One of the most diligent and successful administrators to represent Northumberland in the Middle Ages, John Mitford pursued a career as remarkable for its length as its involvement in almost every facet of local government. Over a period of almost 40 years he not only sat in at least 13 Parliaments, but also served as a tax collector, crown commissioner, escheator, sheriff, alnager, j.p. and diplomat, while also holding a variety of stewardships and constableships for such eminent figures as Henry, earl of Northumberland, Edward, duke of York, and Sir John le Scrope. His achievements were largely those of a self-made man, although his family was not without influence, especially in the port of Newcastle-upon-Tyne, where his father held office in the 1350s as a collector of customs and pesager of wool. One of his kinsmen, also named John Mitford, belonged to the household of Edward, the Black Prince, who employed him, in 1352, to ship grain from Newcastle to London. This John owned a tenement in the City and may well have helped his young relative and namesake to obtain a legal training there. For the subject of this biography was almost certainly a lawyer, with a rapidly growing circle of clients in the north. Besides premises in Newcastle, Gilbert Mitford, John’s father, owned a small estate at Bolam; and in 1364 John himself acquired other property a few miles to the east in Mitford, near Morpeth. Further expansion followed five years later, when David, earl of Atholl, granted him ‘all his lands and tenements in the vill of Molesden’ in Mitford, thus providing him with a sizeable territorial base. It was perhaps also at this time that the earl settled upon John and his brother, Alexander, additional holdings in the Lincolnshire village of Gainsborough, which John passed on to his descendants.
In February 1370, Henry, Lord Percy, made John steward of his manor of Corbridge on the river Tyne, an appointment which he retained for almost 38 years until shortly before his death. His connexion with the Percys remained constant until their rebellion against Henry IV in 1403, since besides occupying the stewardship of their manor of Morpeth for a brief period in the early 1380s, John served on many commissions and embassies to Scotland with his patron, who was created earl of Northumberland in 1377. He acted, too, as a feoffee for the earl and his second wife, Maud, Baroness Lucy, holding in trust at various times their castles at Warkworth (Northumberland) and Cockermouth (Cumberland), and large areas of property in Northumberland, Cumberland, Yorkshire and Sussex. The earl’s son, ‘Hotspur’, employed his services as a mainpernor on at least one occasion, and it seems likely that John’s popularity with the electors of Northumberland was due, in part at least, to the support of this powerful baronial family.
John Mitford first entered Parliament in 1372, not long after being given a seat on the Northumbrian bench. Over the next few years he began to consolidate his estates even further by a process of leasing, purchase and exchange which brought him fairly extensive holdings in Eachwick, High Callerton, Mersfen, Espley Hall, Brinklaw and Morpeth, as well as the manor of Newsham and rents worth £7 p.a. in Newcastle. Furthermore, from Sir Aymer Atholl (a relative of the earl of Atholl) he acquired half the vill of Wharmley and widespread appurtenances, while Sir John le Scrope, a kinsman by marriage of both Sir Aymer and the Percys, gave him additional land in Mitford. Scrope evidently valued his neighbour’s services very highly, as in 1396 he made John keeper of Mitford castle for life and also awarded him a fee of 100s. ‘for his counsel and advice’. The two men had previously been involved in the settlement of a boundary dispute between the inhabitants of Mitford and Morpeth, where John’s legal expertise had clearly been put to good use.
The Lancastrian regime made great use of John’s long and varied experience; and although he must have been at least 60 years old, he was immediately put to work on the border, negotiating with the Scots. Having confirmed him in his royal annuity of £20, Henry IV entrusted him with a sum of 100 marks to make good any losses sustained by the people of Northumberland during the recent coup d’état. An altogether more generous employer than Richard II, King Henry also gave him and his two colleagues (one of whom was, once again, Sir Gerard) a similar sum by way of recompense for the ‘time and labour’ they had previously devoted to Scottish affairs. Naturally enough, John was among the representatives from Northumberland summoned to attend a great council at Westminster in the summer of 1401, and at some point over the next few months he was knighted. During the course of his 13th and last Parliament, in the autumn of 1402, he was made sheriff of Northumberland, and thus came to play an important part in suppressing the rebellion staged by the Percys and their adherents in the following year. Notwithstanding his long and fruitful association with the earl of Northumberland, he gave unstinting support to the government, and was even present, on 25 Sept. 1403, at a council meeting at Durham priory where plans were made for the surrender of the earl’s castles. In the company of his old friend, Sir Gerard, he took control of Warkworth, to which, ironically, he already possessed a legal title as one of Northumberland’s most trusted feoffees.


• Task requirements
Copy every line of the data that contains the string "button".
#### Records for this exercise ####
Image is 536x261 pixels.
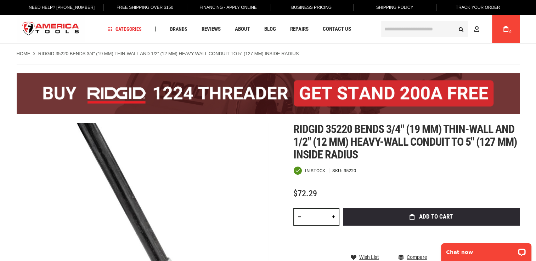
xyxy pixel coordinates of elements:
a: About [231,24,253,34]
span: Blog [264,27,275,32]
div: Availability [293,166,325,175]
img: BOGO: Buy the RIDGID® 1224 Threader (26092), get the 92467 200A Stand FREE! [17,73,519,114]
span: 0 [509,30,511,34]
span: About [234,27,250,32]
button: Search [454,22,468,36]
span: Repairs [290,27,308,32]
span: Add to Cart [419,214,452,220]
strong: Ridgid 35220 BENDS 3/4" (19 MM) THIN-WALL AND 1/2" (12 MM) HEAVY-WALL CONDUIT TO 5" (127 MM) INSI... [38,51,299,56]
a: Categories [104,24,144,34]
a: Compare [398,254,427,261]
a: Wish List [350,254,379,261]
a: 0 [499,15,512,43]
span: In stock [305,169,325,173]
span: Shipping Policy [376,5,413,10]
a: store logo [17,16,85,42]
iframe: Secure express checkout frame [341,228,521,249]
img: America Tools [17,16,85,42]
span: Ridgid 35220 bends 3/4" (19 mm) thin-wall and 1/2" (12 mm) heavy-wall conduit to 5" (127 mm) insi... [293,122,517,161]
span: Reviews [201,27,220,32]
span: Compare [406,255,427,260]
a: Contact Us [319,24,354,34]
div: 35220 [343,169,356,173]
a: Reviews [198,24,223,34]
span: Categories [107,27,141,32]
span: Brands [170,27,187,32]
span: Wish List [359,255,379,260]
span: $72.29 [293,189,317,199]
a: Repairs [286,24,311,34]
a: Home [17,51,30,57]
iframe: LiveChat chat widget [436,239,536,261]
button: Add to Cart [343,208,519,226]
a: Blog [261,24,279,34]
strong: SKU [332,169,343,173]
a: Brands [166,24,190,34]
span: Contact Us [322,27,350,32]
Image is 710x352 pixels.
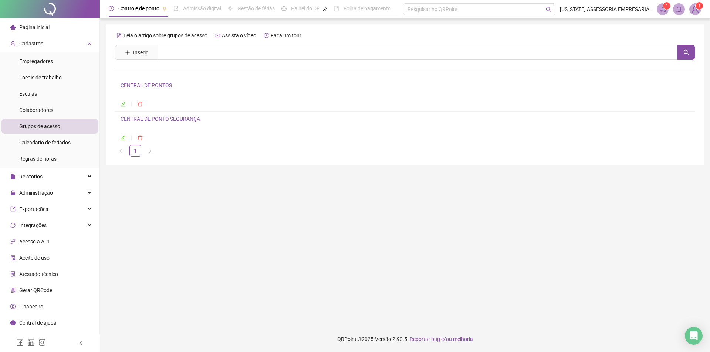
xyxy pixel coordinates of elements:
[19,255,50,261] span: Aceite de uso
[10,304,16,309] span: dollar
[334,6,339,11] span: book
[10,41,16,46] span: user-add
[19,58,53,64] span: Empregadores
[10,321,16,326] span: info-circle
[109,6,114,11] span: clock-circle
[19,206,48,212] span: Exportações
[10,174,16,179] span: file
[546,7,551,12] span: search
[665,3,668,9] span: 1
[410,336,473,342] span: Reportar bug e/ou melhoria
[228,6,233,11] span: sun
[115,145,126,157] li: Página anterior
[281,6,287,11] span: dashboard
[19,41,43,47] span: Cadastros
[19,174,43,180] span: Relatórios
[19,107,53,113] span: Colaboradores
[10,207,16,212] span: export
[19,288,52,294] span: Gerar QRCode
[683,50,689,55] span: search
[16,339,24,346] span: facebook
[291,6,320,11] span: Painel do DP
[685,327,702,345] div: Open Intercom Messenger
[129,145,141,157] li: 1
[19,320,57,326] span: Central de ajuda
[271,33,301,38] span: Faça um tour
[343,6,391,11] span: Folha de pagamento
[78,341,84,346] span: left
[116,33,122,38] span: file-text
[19,24,50,30] span: Página inicial
[19,304,43,310] span: Financeiro
[123,33,207,38] span: Leia o artigo sobre grupos de acesso
[130,145,141,156] a: 1
[115,145,126,157] button: left
[695,2,703,10] sup: Atualize o seu contato no menu Meus Dados
[144,145,156,157] button: right
[19,140,71,146] span: Calendário de feriados
[698,3,701,9] span: 1
[19,239,49,245] span: Acesso à API
[138,102,143,107] span: delete
[121,102,126,107] span: edit
[19,156,57,162] span: Regras de horas
[19,91,37,97] span: Escalas
[119,47,153,58] button: Inserir
[264,33,269,38] span: history
[10,255,16,261] span: audit
[19,190,53,196] span: Administração
[100,326,710,352] footer: QRPoint © 2025 - 2.90.5 -
[27,339,35,346] span: linkedin
[19,223,47,228] span: Integrações
[690,4,701,15] img: 89980
[125,50,130,55] span: plus
[121,135,126,140] span: edit
[38,339,46,346] span: instagram
[19,123,60,129] span: Grupos de acesso
[375,336,391,342] span: Versão
[133,48,148,57] span: Inserir
[10,190,16,196] span: lock
[560,5,652,13] span: [US_STATE] ASSESSORIA EMPRESARIAL
[121,82,172,88] a: CENTRAL DE PONTOS
[118,6,159,11] span: Controle de ponto
[237,6,275,11] span: Gestão de férias
[162,7,167,11] span: pushpin
[10,272,16,277] span: solution
[659,6,666,13] span: notification
[148,149,152,153] span: right
[19,75,62,81] span: Locais de trabalho
[215,33,220,38] span: youtube
[323,7,327,11] span: pushpin
[10,239,16,244] span: api
[173,6,179,11] span: file-done
[10,25,16,30] span: home
[144,145,156,157] li: Próxima página
[138,135,143,140] span: delete
[118,149,123,153] span: left
[222,33,256,38] span: Assista o vídeo
[19,271,58,277] span: Atestado técnico
[10,288,16,293] span: qrcode
[183,6,221,11] span: Admissão digital
[663,2,670,10] sup: 1
[10,223,16,228] span: sync
[675,6,682,13] span: bell
[121,116,200,122] a: CENTRAL DE PONTO SEGURANÇA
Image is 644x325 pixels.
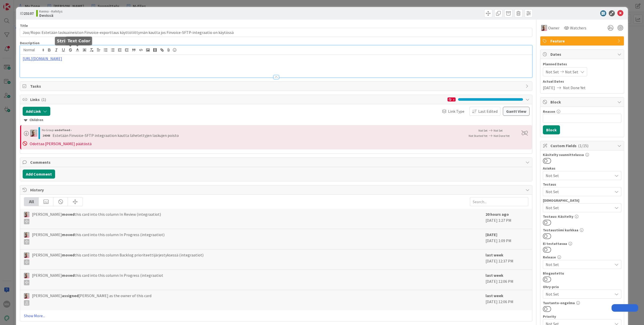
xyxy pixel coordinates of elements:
input: Search... [470,197,528,206]
b: last week [486,253,503,258]
div: [DATE] 12:06 PM [486,272,528,287]
span: Tasks [30,83,523,89]
span: Custom Fields [550,143,615,149]
div: Ohry-prio [542,285,621,289]
span: Last Edited [478,108,497,115]
img: HJ [24,273,29,278]
span: Not Set [545,291,610,298]
b: moved [62,253,75,258]
label: Reason [542,110,555,114]
div: Käsitelty suunnittelussa [542,153,621,156]
div: [DATE] 12:37 PM [486,252,528,267]
a: Show More... [24,313,528,319]
div: 1 [447,97,455,101]
span: [DATE] [542,85,555,91]
h5: Text Color [68,38,91,43]
span: Not Set [545,205,612,211]
img: HJ [24,293,29,299]
b: Devissä [39,13,62,17]
div: Testaustiimi kurkkaa [542,228,621,232]
b: moved [62,232,75,237]
div: [DATE] 1:27 PM [486,211,528,226]
span: Comments [30,159,523,165]
span: Not Done Yet [563,85,586,91]
label: Title [20,23,28,28]
span: Description [20,40,40,45]
span: Links [30,97,445,103]
b: undefined › [55,128,72,132]
div: Tuotanto-ongelma [542,302,621,305]
img: HJ [30,130,37,136]
b: last week [486,273,503,278]
span: ( 1/15 ) [578,143,588,148]
span: Not Started Yet [468,134,488,138]
button: Block [542,125,560,134]
span: Odottaa [PERSON_NAME] päätöstä [29,141,91,146]
span: No Group › [42,128,55,132]
div: Estetään Finvoice-SFTP integraation kautta lähetettyjen laskujen poisto [53,132,179,139]
span: Not Set [545,189,612,195]
div: [DEMOGRAPHIC_DATA] [542,199,621,202]
b: assigned [62,293,78,298]
span: Not Set [545,69,559,75]
span: [PERSON_NAME] this card into this column In Progress (integraatiot) [32,232,165,245]
span: [PERSON_NAME] this card into this column In Review (integraatiot) [32,211,161,224]
span: Not Done Yet [493,134,510,138]
span: Actual Dates [542,79,621,84]
b: last week [486,293,503,298]
div: Children [24,117,528,123]
h5: Strikethrough [57,38,88,43]
span: Feature [550,38,615,44]
div: [DATE] 12:06 PM [486,293,528,308]
span: Not Set [478,129,488,132]
button: Add Comment [23,170,55,179]
span: Watchers [570,25,586,31]
div: Blogautettu [542,272,621,276]
div: Priority [542,315,621,319]
div: Ei testattavaa [542,242,621,245]
span: Kenno - Kehitys [39,10,62,13]
img: HJ [541,25,547,31]
a: [URL][DOMAIN_NAME] [23,56,62,61]
span: Owner [548,25,559,31]
div: Testaus [542,183,621,186]
span: ID [20,10,34,16]
button: Last Edited [469,107,500,116]
span: [PERSON_NAME] [PERSON_NAME] as the owner of this card [32,293,152,306]
b: moved [62,273,75,278]
input: type card name here... [20,28,532,37]
img: HJ [24,232,29,238]
div: 24048 [42,134,51,138]
span: Not Set [493,129,503,132]
span: Not Set [545,262,612,268]
span: Block [550,99,615,105]
button: Add Link [23,107,50,116]
img: HJ [24,212,29,217]
span: [PERSON_NAME] this card into this column In Progress (integraatiot [32,272,163,286]
b: [DATE] [486,232,497,237]
span: Link Type [448,108,464,115]
span: Dates [550,51,615,58]
div: [DATE] 1:09 PM [486,232,528,247]
div: All [24,197,38,206]
b: 23107 [23,11,34,16]
span: Not Set [565,69,578,75]
span: ( 1 ) [41,97,46,102]
span: Planned Dates [542,62,621,67]
button: Gantt View [503,107,529,116]
div: Testaus: Käsitelty [542,215,621,219]
img: HJ [24,253,29,258]
span: Not Set [545,173,612,179]
b: moved [62,212,75,217]
span: [PERSON_NAME] this card into this column Backlog prioriteettijärjestyksessä (integraatiot) [32,252,204,265]
div: Release [542,256,621,259]
b: 20 hours ago [486,212,509,217]
div: Asiakas [542,167,621,170]
span: History [30,187,523,193]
####
• Response to this exercise
button: Search [454,22,468,36]
button: Add to Cart [343,208,519,226]
[115,145,126,157] button: left
[144,145,156,157] button: right
[119,47,153,58] button: Inserir
button: Block [542,125,560,134]
button: Add Comment [23,170,55,179]
button: Last Edited [469,107,500,116]
button: Add Link [23,107,50,116]
button: Gantt View [503,107,529,116]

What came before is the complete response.